I’m not asking that you reject change, but more that you don’t reject familiarity. It’s easy to make changes in what’s familiar, but it’s a struggle to find what’s familiar in change. Answers to our contentment in life aren’t simple, but sometimes they’re in the last place you look…right where you left them.

Thar She Blows

“SNACK HUT!” In one anagrammically delicious moment, my friend M had solved the mystery plaguing us since breakfast at Runk dining hall our 4th year. All morning we’d pondered how the marquee outside could have provided the resources for an impish dining hall goer to spell out “nut sack.” I had looked at her questioningly, and she turned away from CNN to say excitedly, “Nuuuuuut saaaaaaack! Ugh, alright Colin Powell, stop talking and let us see the weather report.” “You’re calling Colin Powell a nut sack?” I said, pointing at him speaking on the TV. “Huh? What about Colin Powell’s nut sack?” “Huh?” And so started the most quintessentially college treatment of natural disaster that Charlottesville had ever seen.

That evening, Hurricane Isabel hit Central Virginia. Most of us were ready. People had lined up at the grocery stores for hurricane necessities in a style reminiscent of the typical Virginia preparation for 2 inches of snow. Every store in town was sold out of Hurricane malt liquor, M and I had bought enough toilet paper and water to faux paper mache every inch of the ceiling, and our hatches were as battened-down as an apartment with an entire wall of windows could be. Students and townspeople alike were skeptical about the impact of a hurricane on an area so far inland, but after living there through a drought, two earthquakes, a massive snowstorm, and every type of natural state in between, who were we to judge?

After the electricity’s last gasp, M and I whipped out our flashlights and played flashlight tag, waiting for the alleged hurricane to come along. It didn’t take long for torrents of rainfall and gusty winds to assault the drainagely-challenged town and create more mud then you could shake one of the sticks slamming against your window at. Nervous about trees, cows, and other things that sail through the air in bad weather coming through the windows, we moved everything breakable and valuable into a more interior room, and huddled somberly in her bed watching “Top Secret !”on a laptop.

Things calmed down outside, and the hurricane passed over us. The students, festive with a few Hurricanes in their bellies, ventured outside. What one soon discovered was that, if you ignored fallen trees, strewn belongings, and down power lines, there was a wealth of fun to be had in the couple feet of mud that UVA grounds had been reduced to. The next day, the sunlight filtered through the remaining trees spotlighting abandoned flip flops lodged in drying mud, Hurricane bottles, an unfortunate North Face rain jacket stuck on a branch, and thousands of footprints fossilized across Grounds.

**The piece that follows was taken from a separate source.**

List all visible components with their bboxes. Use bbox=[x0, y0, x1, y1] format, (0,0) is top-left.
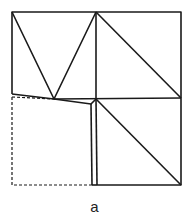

If only we could all stay in an age and mindset where even forces of nature can be cause for a theme party. Too often in the Real World we’re bogged down by the minutiae of life like traffic, deadlines, bills, and never having enough time. One has to question whether we truly don’t have enough time anymore to stay up late laughing with friends, enjoy a meal that doesn’t come from a drive-thru, and get together just for the heck of it or if we’ve lost the sense of what is a true priority in life. If the students at UVA had chosen to be sensible and stay inside during a storm instead of getting out and experiencing one of the few hurricanes Charlottesville will ever see, all they would have to show for their supposed good sense is less laundry and maybe a complete pair of flip flops. Life’s bigger than the everyday tasks. In 40 years, we won’t remember the project we’re spending weekends at the office to finish, the errands we have to run, or the guy who cut us off in traffic. Freedom doesn’t end unless we say so, and sometimes you have to squish a little mud between your toes to remember that.